I'm pretty sure that, as you said, the bulk of the calculation time happens in interpolate.map_coordinates(…), which gets called once for every iteration on center_points, here 10,000 times. Generally, working with the numpy/scipy stack, you want the repetitive task over a large array to happen in native Numpy/Scipy functions -- i.e. in a C loop over homogeneous data -- as opposed to explicitely in Python.

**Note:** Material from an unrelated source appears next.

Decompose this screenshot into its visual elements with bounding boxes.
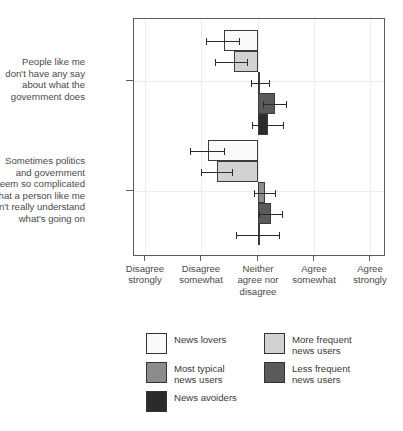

One strategy that might speed up the interpolation, but that will also increase the amount of memory used, is :
First, fetch all the subimages (here named masked_image) in a 3-dimensional array (window_radius x window_radius x center_points.size)
Make a ufunc (read that, it's useful) that wraps the work that has to be done on each subimage, using numpy.frompyfunc, which should return another 3-dimensional array (subgrid_radius[0] x subgrid_radius[1] x center_points.size). In short, this creates a vectorized version of the python function, that can be broadcast element-wise on an array.
Build the final image by summing over the third dimension.
Hope that gets you closer to your goals!